The Company He Keeps
Bush's speech at Bob Jones University will haunt him
Paisley has made more than 50 trips to speak at Bob Jones University. On a 1981 trip, Paisley gave the opening prayer in the South Carolina House of Representatives. Catholics were outraged. When House Speaker Ramon Schwartz, an Episcopalian, apologized to the state's Catholics, Bob Jones wrote him an angry letter. "Your weakness and folly were apparent to all," he wrote. "As a Protestant I will be expecting an apology from you the next time you invite a priest to pray in the House." That same year, Bob Jones University asked the Reagan administration to grant it tax-exempt status despite the fact that it was practicing racial discrimination. The administration said yes, but retreated after a storm of pro-test. Partly out of embarrassment, the administration decided to deny the incendiary Paisley a visa in 1982. Angry over this denial, Bob Jones Jr. called on God to smite Secretary of State Alexander Haig "hip and thigh, bone and marrow, heart and lungs." Jones charged that the action by Haig, a Catholic, was "absolutely nothing but Catholic bigotry," and for good measure he called Pope John Paul II a "perfect example of Antichrist."

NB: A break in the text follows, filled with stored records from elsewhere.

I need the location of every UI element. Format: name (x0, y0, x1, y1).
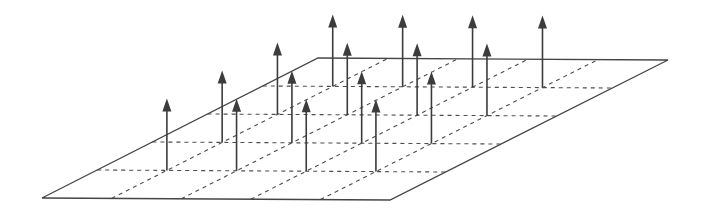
figure-container: Vector field of uniform upward arrows on… (0, 0, 702, 217)
vector-field-figure (0, 0, 702, 217)
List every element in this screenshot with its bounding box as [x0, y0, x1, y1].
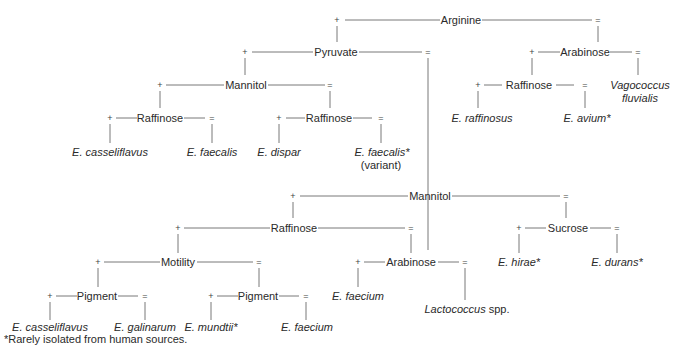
node-raffinose: Raffinose — [271, 222, 317, 235]
positive-symbol: + — [516, 224, 521, 233]
leaf-e-faecalis-variant: E. faecalis* — [354, 146, 409, 159]
negative-symbol: = — [209, 114, 214, 123]
negative-symbol: = — [595, 16, 600, 25]
leaf-e-hirae: E. hirae* — [498, 256, 540, 269]
positive-symbol: + — [47, 292, 52, 301]
node-pyruvate: Pyruvate — [314, 46, 357, 59]
leaf-e-faecalis: E. faecalis — [187, 146, 238, 159]
negative-symbol: = — [378, 114, 383, 123]
node-mannitol: Mannitol — [409, 190, 451, 203]
negative-symbol: = — [408, 224, 413, 233]
node-raffinose: Raffinose — [306, 112, 352, 125]
leaf-e-durans: E. durans* — [591, 256, 642, 269]
positive-symbol: + — [208, 292, 213, 301]
node-arabinose: Arabinose — [386, 256, 436, 269]
leaf-e-casseliflavus: E. casseliflavus — [72, 146, 148, 159]
leaf-e-casseliflavus: E. casseliflavus — [12, 321, 88, 334]
negative-symbol: = — [614, 224, 619, 233]
positive-symbol: + — [290, 192, 295, 201]
negative-symbol: = — [635, 48, 640, 57]
positive-symbol: + — [529, 48, 534, 57]
negative-symbol: = — [462, 258, 467, 267]
footnote: *Rarely isolated from human sources. — [4, 333, 187, 345]
node-raffinose: Raffinose — [506, 79, 552, 92]
positive-symbol: + — [334, 16, 339, 25]
flowchart: + = + = + = + = + = + = + = + = + = + = … — [0, 0, 678, 356]
leaf-e-faecium: E. faecium — [281, 321, 333, 334]
node-pigment: Pigment — [238, 290, 278, 303]
positive-symbol: + — [175, 224, 180, 233]
node-sucrose: Sucrose — [548, 222, 588, 235]
positive-symbol: + — [475, 81, 480, 90]
node-raffinose: Raffinose — [137, 112, 183, 125]
leaf-lactococcus: Lactococcus spp. — [424, 303, 509, 316]
node-arginine: Arginine — [441, 14, 481, 27]
positive-symbol: + — [276, 114, 281, 123]
node-mannitol: Mannitol — [225, 79, 267, 92]
node-pigment: Pigment — [77, 290, 117, 303]
leaf-variant-note: (variant) — [361, 159, 401, 172]
positive-symbol: + — [107, 114, 112, 123]
negative-symbol: = — [582, 81, 587, 90]
negative-symbol: = — [563, 192, 568, 201]
leaf-e-mundtii: E. mundtii* — [184, 321, 237, 334]
positive-symbol: + — [242, 48, 247, 57]
node-arabinose: Arabinose — [560, 46, 610, 59]
positive-symbol: + — [157, 81, 162, 90]
negative-symbol: = — [425, 48, 430, 57]
leaf-e-raffinosus: E. raffinosus — [451, 112, 512, 125]
leaf-e-galinarum: E. galinarum — [114, 321, 176, 334]
leaf-e-faecium: E. faecium — [332, 290, 384, 303]
positive-symbol: + — [355, 258, 360, 267]
leaf-vagococcus: Vagococcus — [610, 79, 670, 92]
negative-symbol: = — [303, 292, 308, 301]
leaf-e-dispar: E. dispar — [257, 146, 300, 159]
positive-symbol: + — [95, 258, 100, 267]
leaf-vagococcus-species: fluvialis — [622, 92, 658, 105]
negative-symbol: = — [256, 258, 261, 267]
negative-symbol: = — [327, 81, 332, 90]
negative-symbol: = — [142, 292, 147, 301]
node-motility: Motility — [161, 256, 195, 269]
leaf-e-avium: E. avium* — [563, 112, 610, 125]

George W. Bush is a decent and honorable man. What was he doing at Bob Jones University? "When I go to speak to voters," he said in a TV interview, "I don't necessarily have to embrace the policies of the university." That's a fair point. But when the host or sponsor is that far from your own principles, you have to say something about it in your speech or not go at all. Alan Keyes spoke at Bob Jones, too. Keyes is a living symbol of everything Bob Jones seems to resent: He is a black Roman Catholic who must have dated interracially, since his wife is from India. Keyes did the right thing. He spoke about the need for racial and religious tolerance. Bush didn't. He made a mistake, and unless he returns to the issue he will pay a price. Here in New York, for instance, blacks don't vote in Republican primaries, but Catholics do: 46 percent of registered Republicans are Catholics. Most of them know who Ian Paisley is and what he represents. No, this issue isn't going away on its own.